Marine Lance Cpl. Davi Allen said he saw little action in the first days of the Fallujah offensive. But last week, after the city had mostly been secured, he and his platoon — part of the 1st Battalion, 3rd Marine Regiment — were clearing houses in one of the northern neighborhoods that troops swept through at the start of the offensive. After going through about 50 houses, Allen, 21, of Cloverdale, Ore., was looking around the small living room of a residence when he heard gunshots coming from the kitchen.
He looked over and saw a grenade roll into the room. The house’s windows had bars on them, and the grenade was too close to the doorway for Allen to make a run for it. He said he had no choice but to ride it out.
“I balled myself in the corner and waited,” he said. “It blew up behind me.”
Two Marines were injured and one was killed in the attack. Medics brought Allen to Bravo Surgical with 24 pieces of shrapnel in his backside. One of the corpsmen who treated him was Ramirez.
When Allen recounted the tale last weekend, he was standing outside the hospital, sipping a soda. Ramirez dashed by to help carry an injured Iraqi detainee to a waiting ambulance, then came over to talk to Allen. They share an interest in rap music, the two said, and Ramirez repeated a promise to bring Allen some music.
“I knew eventually I’d get hurt,” Allen said, cuts still visible on his hands and arms. “I was lucky just to get a grenade. I just want to go back home and see my wife.”
Ramirez said the hospital prepared for large numbers of wounded troops before the battle began. But he and his colleagues did not prepare for what he called “the walking wounded.” At the last minute, the corpsmen set up a tent to deal with patients who were not brought in on stretchers. Another tent was set up for Iraqi detainees. That freed up some space for the seriously injured, he said, but so many were carried in that a lounge had to be turned into a triage room.
“When they told us we’d go into Fallujah, many of us thought we’d see gunshot wounds, but not people with limbs already amputated due to the blast,” Ramirez said.

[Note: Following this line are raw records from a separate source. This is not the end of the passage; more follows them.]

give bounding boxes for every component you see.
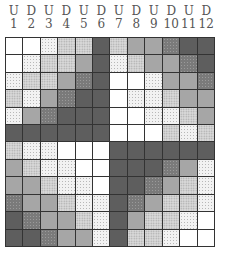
grid-cell xyxy=(180,38,196,54)
grid-cell xyxy=(6,230,22,246)
grid-cell xyxy=(23,177,39,193)
grid-cell xyxy=(76,212,92,228)
grid-cell xyxy=(41,212,57,228)
column-header: U9 xyxy=(145,5,163,31)
grid-cell xyxy=(58,177,74,193)
grid-cell xyxy=(110,90,126,106)
grid-cell xyxy=(128,230,144,246)
grid-cell xyxy=(6,195,22,211)
grid-cell xyxy=(6,55,22,71)
grid-cell xyxy=(163,125,179,141)
grid-cell xyxy=(198,55,214,71)
grid-cell xyxy=(93,230,109,246)
grid-cell xyxy=(6,108,22,124)
grid-cell xyxy=(128,160,144,176)
grid-cell xyxy=(145,90,161,106)
column-header: D2 xyxy=(23,5,41,31)
grid-cell xyxy=(198,125,214,141)
grid-cell xyxy=(163,177,179,193)
grid-cell xyxy=(58,230,74,246)
grid-cell xyxy=(110,212,126,228)
grid-cell xyxy=(76,38,92,54)
grid-cell xyxy=(163,160,179,176)
grid-cell xyxy=(145,108,161,124)
grid-cell xyxy=(76,73,92,89)
grid-cell xyxy=(180,230,196,246)
column-number-label: 8 xyxy=(128,18,146,31)
grid-cell xyxy=(198,73,214,89)
column-number-label: 9 xyxy=(145,18,163,31)
grid-cell xyxy=(110,108,126,124)
grid-cell xyxy=(41,160,57,176)
grid-cell xyxy=(41,230,57,246)
grid-cell xyxy=(128,55,144,71)
grid-cell xyxy=(58,55,74,71)
grid-cell xyxy=(110,125,126,141)
column-header: D6 xyxy=(93,5,111,31)
grid-cell xyxy=(110,160,126,176)
grid-cell xyxy=(198,177,214,193)
grid-cell xyxy=(145,230,161,246)
grid-cell xyxy=(145,55,161,71)
grid-cell xyxy=(145,177,161,193)
grid-cell xyxy=(198,212,214,228)
grid-cell xyxy=(145,125,161,141)
grid-cell xyxy=(93,160,109,176)
grid-cell xyxy=(76,108,92,124)
column-number-label: 11 xyxy=(180,18,198,31)
column-headers: U1D2U3D4U5D6U7D8U9D10U11D12 xyxy=(5,5,215,31)
column-number-label: 2 xyxy=(23,18,41,31)
grid-cell xyxy=(6,125,22,141)
grid-cell xyxy=(41,90,57,106)
grid-cell xyxy=(76,160,92,176)
grid-cell xyxy=(93,55,109,71)
column-number-label: 6 xyxy=(93,18,111,31)
grid-cell xyxy=(58,195,74,211)
grid-cell xyxy=(6,212,22,228)
grid-cell xyxy=(93,108,109,124)
grid-cell xyxy=(41,73,57,89)
grid-cell xyxy=(110,230,126,246)
column-header: U3 xyxy=(40,5,58,31)
grid-cell xyxy=(145,212,161,228)
grid-cell xyxy=(58,38,74,54)
grid-cell xyxy=(145,142,161,158)
grid-cell xyxy=(180,195,196,211)
grid-cell xyxy=(163,230,179,246)
column-header: U1 xyxy=(5,5,23,31)
grid-cell xyxy=(93,125,109,141)
grid-cell xyxy=(76,125,92,141)
column-number-label: 3 xyxy=(40,18,58,31)
column-header: D4 xyxy=(58,5,76,31)
grid-cell xyxy=(180,160,196,176)
grid-cell xyxy=(58,160,74,176)
column-number-label: 12 xyxy=(198,18,216,31)
grid-cell xyxy=(180,55,196,71)
grid-cell xyxy=(6,38,22,54)
column-header: D8 xyxy=(128,5,146,31)
grid-cell xyxy=(41,177,57,193)
grid-cell xyxy=(145,160,161,176)
grid-cell xyxy=(198,108,214,124)
grid-cell xyxy=(23,38,39,54)
grid-cell xyxy=(163,212,179,228)
grid-cell xyxy=(180,177,196,193)
grid-cell xyxy=(6,177,22,193)
grid-cell xyxy=(58,142,74,158)
grid-cell xyxy=(180,125,196,141)
grid-cell xyxy=(128,73,144,89)
grid-cell xyxy=(163,55,179,71)
column-number-label: 1 xyxy=(5,18,23,31)
grid-cell xyxy=(128,177,144,193)
grid-cell xyxy=(23,160,39,176)
grid-cell xyxy=(145,195,161,211)
grid-cell xyxy=(110,177,126,193)
grid-cell xyxy=(76,177,92,193)
grid-cell xyxy=(76,55,92,71)
grid-cell xyxy=(180,90,196,106)
grid-cell xyxy=(93,90,109,106)
grid-cell xyxy=(93,142,109,158)
grid-cell xyxy=(198,230,214,246)
column-header: U11 xyxy=(180,5,198,31)
grid-cell xyxy=(163,73,179,89)
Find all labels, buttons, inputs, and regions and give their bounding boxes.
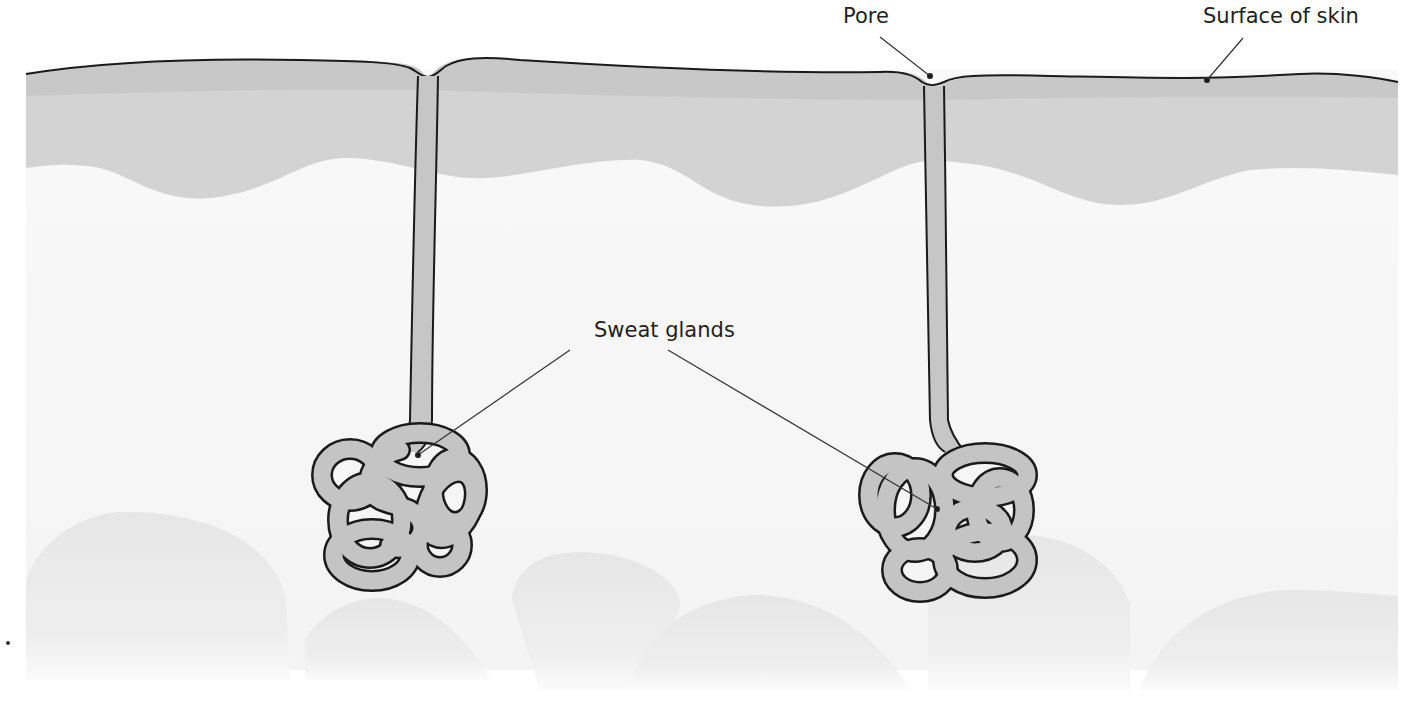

He spent a lot of time reassuring troops that they were getting the best care possible. “There was one soldier, and I needed to put an IV in his arm,” Ramirez recalled. “He was really nervous, and I told him, ‘Look man, you just survived a blast.’ “
Sanders said the hospital staff worked around the clock during the height of the battle, particularly as troops pushed into Fallujah’s southern neighborhoods and confronted a hard core of better-trained insurgents.
There are days, Sanders said, that he and his crew will never forget.
“You’re seeing your brothers come in, but you can’t see them. You’re almost like a machine,” he said. “The history we’ve gone through here will forever make us family. If we see each other 10 years from now, not a word will have to be spoken.”
During a recent break, Ramirez imagined facing his mother and what he would say to her. He joined the Navy 8 1/2 years ago to become a medical corpsman after her breast cancer was diagnosed. A single parent, his mother raised him to be the best at what he did, no matter what path he chose, Ramirez said.
“I would honestly be afraid to go back home and tell my family I didn’t perform the best I could,” he said. “I couldn’t look my mother in the eye.”
In the distance, but close enough for the ground to shake, an explosion thundered, sending a dark mushroom cloud toward the clear, blue sky.
“We’ll know soon enough if it was incoming,” Ramirez said, stretching his legs. “I will shoot if I have to. I have shot at people, but that’s not what I’m here for. I’m here to save lives.”
A few minute passed, then a half-hour, and no ambulance raced to the door of the hospital.
“There’s just one thing I want you to know,” Ramirez said, before turning to walk away. “There is a corpsman in the memorial of Iwo Jima. He’s a pharmacist mate, second class, John Bradley. He was there in the fight. Most people don’t know that.”